Yevsey Abramovich Kotkov

This is a picture of me, Yevsey Abramovich Kotkov, at 13 years old. The photo was taken in the Ruvinskiy shop in Vassilkovskaya street, Kiev, in 1917. I was born in 1904. I was born in Rafalovka, near Lutsk. There were five of us kids in the family. There was a primary school for Jewish children. We didn't study Yiddish at school, but in summer, when I went to visit my mother's parents in Rafalovka, I had a teacher who taught me to write and read in Yiddish. Everything had to be af Yiddish (in Yiddish). My grandfather paid for these classes. I studied Yiddish, my teacher was a rabbi. My grandfather took me to the synagogue with him and we used to pray together. Once, when I was six years old, my father was fixing the roof of the synagogue. My mother sent me to take my father's lunch to him. He told me to sit in the spout while he hit a nail. When he looked for me I wasn?t there any longer -- I had fallen off. It was my good luck that I didn't fall on the bricks ? this would have been the end of me. Everybody around started crying. They called a doctor. They listened to my breathing. My father whispered to me to pee. I did and he said 'He?ll be O.K.' He was afraid that I injured my bladder. They took me home. My mother was already grieving for me. I asked her to turn me on the stretcher to show her that I was alive. At the age of nine I went to work. My job was to clean the bookstore in the building where we lived. I took to reading books in this store, and I always loved reading. At first we lived in a noisy neighborhood near the market. The 'countess' allowed us to move into an old janitor's quarters in the basement. But before the revolution ordinary Jews didn't have the right to live in Kiev. They needed a special permit for it. An inspector asked us to present our documents or get out of there and never show up again. At that time, however, the left bank of the Dnipro belonged to Chernigov province. We rented a place, but we only went there to sleep. In the morning we crossed the bridge into Kiev. We could have taken a tram, but the ticket cost 10 kopecks and we couldn't afford it, so we traveled 7-10 km on foot each day. I didn't go to school in Kiev. I was my father's assistant and sold little pies at the market to earn a little. We were very happy when I could bring my mother 5 kopecks or so.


What to do: Go through the records below and copy out every line that contains the word "area".

*** Opening of Records provided ***

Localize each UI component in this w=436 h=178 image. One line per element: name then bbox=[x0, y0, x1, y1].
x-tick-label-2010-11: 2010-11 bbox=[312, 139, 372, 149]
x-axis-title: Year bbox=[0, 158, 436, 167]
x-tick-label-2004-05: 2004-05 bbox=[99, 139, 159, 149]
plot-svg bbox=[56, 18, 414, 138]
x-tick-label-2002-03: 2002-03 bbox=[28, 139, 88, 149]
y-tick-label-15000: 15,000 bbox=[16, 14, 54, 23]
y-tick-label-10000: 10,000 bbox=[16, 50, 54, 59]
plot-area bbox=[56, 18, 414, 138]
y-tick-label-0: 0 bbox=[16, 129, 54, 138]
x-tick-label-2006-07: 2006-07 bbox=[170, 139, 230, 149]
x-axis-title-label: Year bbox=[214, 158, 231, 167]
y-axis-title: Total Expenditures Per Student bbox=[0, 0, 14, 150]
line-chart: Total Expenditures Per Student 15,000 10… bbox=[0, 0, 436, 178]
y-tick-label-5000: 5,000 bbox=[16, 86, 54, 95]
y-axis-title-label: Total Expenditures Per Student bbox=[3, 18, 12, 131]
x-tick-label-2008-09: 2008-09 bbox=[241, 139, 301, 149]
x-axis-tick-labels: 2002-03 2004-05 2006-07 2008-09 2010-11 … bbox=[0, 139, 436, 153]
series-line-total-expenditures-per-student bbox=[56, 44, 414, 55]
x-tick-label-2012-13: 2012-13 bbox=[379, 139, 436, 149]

*** Close of Records provided ***
*** Opening of Records provided ***

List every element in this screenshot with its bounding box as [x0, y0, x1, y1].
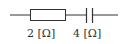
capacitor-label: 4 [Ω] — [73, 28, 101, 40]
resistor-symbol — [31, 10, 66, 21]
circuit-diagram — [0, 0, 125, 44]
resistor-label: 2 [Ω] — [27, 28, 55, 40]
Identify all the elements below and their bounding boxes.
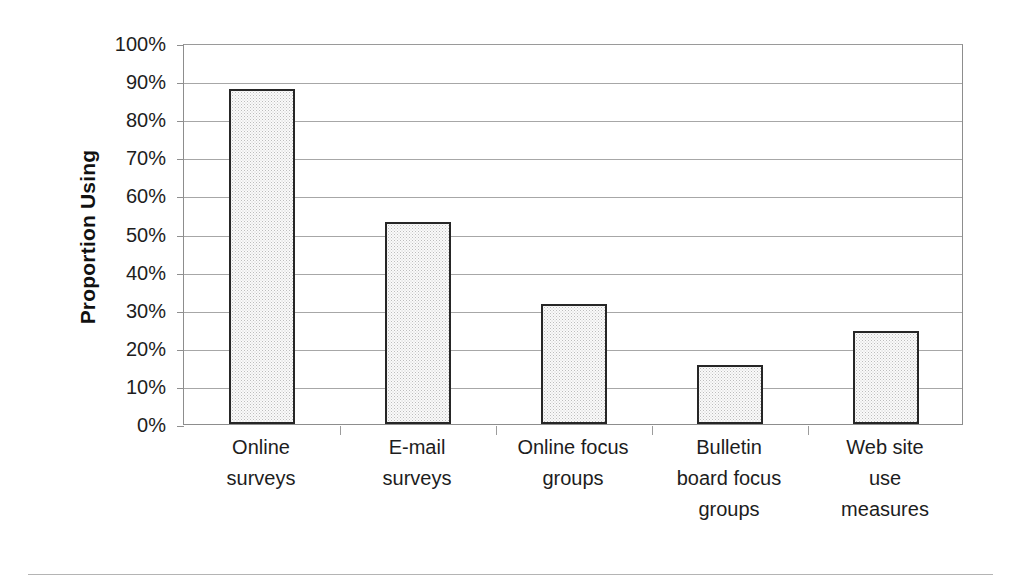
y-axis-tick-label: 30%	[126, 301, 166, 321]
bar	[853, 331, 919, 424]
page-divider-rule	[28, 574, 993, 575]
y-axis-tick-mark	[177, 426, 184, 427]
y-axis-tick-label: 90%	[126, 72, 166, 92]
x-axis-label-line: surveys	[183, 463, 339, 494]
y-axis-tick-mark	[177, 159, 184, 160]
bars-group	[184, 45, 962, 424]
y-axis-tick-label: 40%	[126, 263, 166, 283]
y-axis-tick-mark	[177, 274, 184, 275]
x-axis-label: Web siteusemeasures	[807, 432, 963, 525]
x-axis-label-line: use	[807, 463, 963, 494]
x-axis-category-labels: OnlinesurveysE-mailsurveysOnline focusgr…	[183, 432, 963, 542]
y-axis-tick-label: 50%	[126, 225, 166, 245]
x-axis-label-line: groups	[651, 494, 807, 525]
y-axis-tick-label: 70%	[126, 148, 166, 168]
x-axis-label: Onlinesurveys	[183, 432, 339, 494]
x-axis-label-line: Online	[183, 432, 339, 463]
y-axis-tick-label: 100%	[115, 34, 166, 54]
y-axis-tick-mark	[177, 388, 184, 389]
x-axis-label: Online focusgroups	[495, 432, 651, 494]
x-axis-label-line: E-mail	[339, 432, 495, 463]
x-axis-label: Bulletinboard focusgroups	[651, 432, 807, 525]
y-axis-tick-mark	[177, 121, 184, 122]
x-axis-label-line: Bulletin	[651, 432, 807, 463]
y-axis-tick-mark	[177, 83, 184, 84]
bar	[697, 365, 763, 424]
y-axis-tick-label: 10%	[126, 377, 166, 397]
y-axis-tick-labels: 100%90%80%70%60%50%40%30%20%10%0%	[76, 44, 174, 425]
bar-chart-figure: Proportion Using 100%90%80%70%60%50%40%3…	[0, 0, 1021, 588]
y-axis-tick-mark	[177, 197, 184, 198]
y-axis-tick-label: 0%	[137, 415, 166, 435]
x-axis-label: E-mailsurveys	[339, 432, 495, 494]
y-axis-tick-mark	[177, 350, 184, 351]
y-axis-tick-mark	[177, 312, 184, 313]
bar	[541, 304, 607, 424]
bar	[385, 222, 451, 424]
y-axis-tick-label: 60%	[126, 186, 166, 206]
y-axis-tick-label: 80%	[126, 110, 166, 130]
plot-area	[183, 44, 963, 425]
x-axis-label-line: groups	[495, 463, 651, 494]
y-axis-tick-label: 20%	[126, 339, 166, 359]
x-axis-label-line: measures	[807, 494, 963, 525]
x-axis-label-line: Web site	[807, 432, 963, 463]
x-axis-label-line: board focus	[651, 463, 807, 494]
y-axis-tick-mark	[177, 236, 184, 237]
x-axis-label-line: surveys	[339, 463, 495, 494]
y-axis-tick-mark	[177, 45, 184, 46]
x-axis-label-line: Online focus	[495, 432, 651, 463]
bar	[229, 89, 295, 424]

*** Close of Records provided ***
*** Opening of Records provided ***

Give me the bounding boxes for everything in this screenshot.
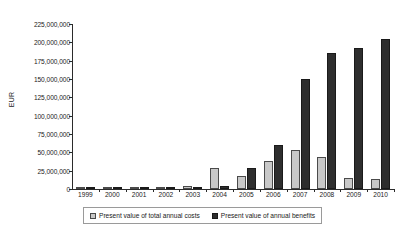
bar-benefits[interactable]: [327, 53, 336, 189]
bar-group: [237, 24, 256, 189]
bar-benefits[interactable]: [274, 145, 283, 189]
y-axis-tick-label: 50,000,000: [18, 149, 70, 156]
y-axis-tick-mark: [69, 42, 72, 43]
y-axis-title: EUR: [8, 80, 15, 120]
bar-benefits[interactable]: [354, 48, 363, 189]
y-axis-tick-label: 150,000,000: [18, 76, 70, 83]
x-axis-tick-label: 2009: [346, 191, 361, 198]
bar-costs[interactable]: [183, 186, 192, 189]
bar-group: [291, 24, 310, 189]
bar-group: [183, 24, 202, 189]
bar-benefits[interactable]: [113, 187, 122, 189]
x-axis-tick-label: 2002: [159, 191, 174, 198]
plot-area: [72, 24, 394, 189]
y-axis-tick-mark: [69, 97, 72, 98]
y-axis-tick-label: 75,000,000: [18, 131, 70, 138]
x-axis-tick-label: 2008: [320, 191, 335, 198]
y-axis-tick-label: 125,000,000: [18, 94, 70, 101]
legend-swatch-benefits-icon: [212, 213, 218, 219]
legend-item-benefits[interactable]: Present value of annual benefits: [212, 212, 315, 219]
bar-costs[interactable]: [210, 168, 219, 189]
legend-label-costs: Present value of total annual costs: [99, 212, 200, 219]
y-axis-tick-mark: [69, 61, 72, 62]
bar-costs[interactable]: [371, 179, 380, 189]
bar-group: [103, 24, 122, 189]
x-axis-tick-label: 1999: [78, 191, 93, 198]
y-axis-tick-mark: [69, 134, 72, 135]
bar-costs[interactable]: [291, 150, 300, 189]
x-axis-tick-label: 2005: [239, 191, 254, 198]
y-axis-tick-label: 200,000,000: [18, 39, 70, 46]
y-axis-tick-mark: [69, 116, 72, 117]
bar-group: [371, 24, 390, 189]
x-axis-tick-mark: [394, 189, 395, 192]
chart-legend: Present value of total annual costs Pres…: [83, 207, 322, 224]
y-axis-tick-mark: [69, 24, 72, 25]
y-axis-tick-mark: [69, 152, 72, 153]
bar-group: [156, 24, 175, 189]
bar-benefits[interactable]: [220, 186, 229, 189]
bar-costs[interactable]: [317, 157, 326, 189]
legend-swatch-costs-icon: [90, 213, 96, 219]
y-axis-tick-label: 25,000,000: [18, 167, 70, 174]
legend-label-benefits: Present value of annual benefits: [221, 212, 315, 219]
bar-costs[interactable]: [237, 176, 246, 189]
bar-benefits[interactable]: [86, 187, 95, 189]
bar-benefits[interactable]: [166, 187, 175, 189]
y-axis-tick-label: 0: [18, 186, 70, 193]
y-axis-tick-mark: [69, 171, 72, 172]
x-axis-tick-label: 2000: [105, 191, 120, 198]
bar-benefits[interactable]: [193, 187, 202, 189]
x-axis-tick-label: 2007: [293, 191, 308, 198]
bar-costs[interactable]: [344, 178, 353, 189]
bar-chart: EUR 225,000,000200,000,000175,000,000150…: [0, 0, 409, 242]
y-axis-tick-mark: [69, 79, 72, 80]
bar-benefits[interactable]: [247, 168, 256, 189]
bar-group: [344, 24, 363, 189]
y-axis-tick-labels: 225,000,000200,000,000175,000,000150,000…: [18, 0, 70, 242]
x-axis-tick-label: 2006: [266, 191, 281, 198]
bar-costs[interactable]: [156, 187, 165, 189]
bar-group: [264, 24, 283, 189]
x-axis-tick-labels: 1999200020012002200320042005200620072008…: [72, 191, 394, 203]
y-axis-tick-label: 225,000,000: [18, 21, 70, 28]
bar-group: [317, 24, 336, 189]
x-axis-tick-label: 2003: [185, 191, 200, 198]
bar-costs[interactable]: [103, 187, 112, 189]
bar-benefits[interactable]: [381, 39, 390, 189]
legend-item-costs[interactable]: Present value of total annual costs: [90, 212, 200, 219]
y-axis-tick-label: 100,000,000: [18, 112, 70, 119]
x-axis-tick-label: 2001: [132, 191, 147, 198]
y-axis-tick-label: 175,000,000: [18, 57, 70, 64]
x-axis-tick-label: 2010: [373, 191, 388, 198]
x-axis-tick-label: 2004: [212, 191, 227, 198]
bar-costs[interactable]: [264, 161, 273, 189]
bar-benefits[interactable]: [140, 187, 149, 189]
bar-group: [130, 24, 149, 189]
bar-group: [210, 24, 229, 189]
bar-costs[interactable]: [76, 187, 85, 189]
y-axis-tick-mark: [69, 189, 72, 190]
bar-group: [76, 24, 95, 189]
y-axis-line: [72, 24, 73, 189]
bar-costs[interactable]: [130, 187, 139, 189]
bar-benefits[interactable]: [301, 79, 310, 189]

*** Close of Records provided ***

Response box:
plot-area bbox=[56, 18, 414, 138]
plot-area	[183, 44, 963, 425]
plot-area: [72, 24, 394, 189]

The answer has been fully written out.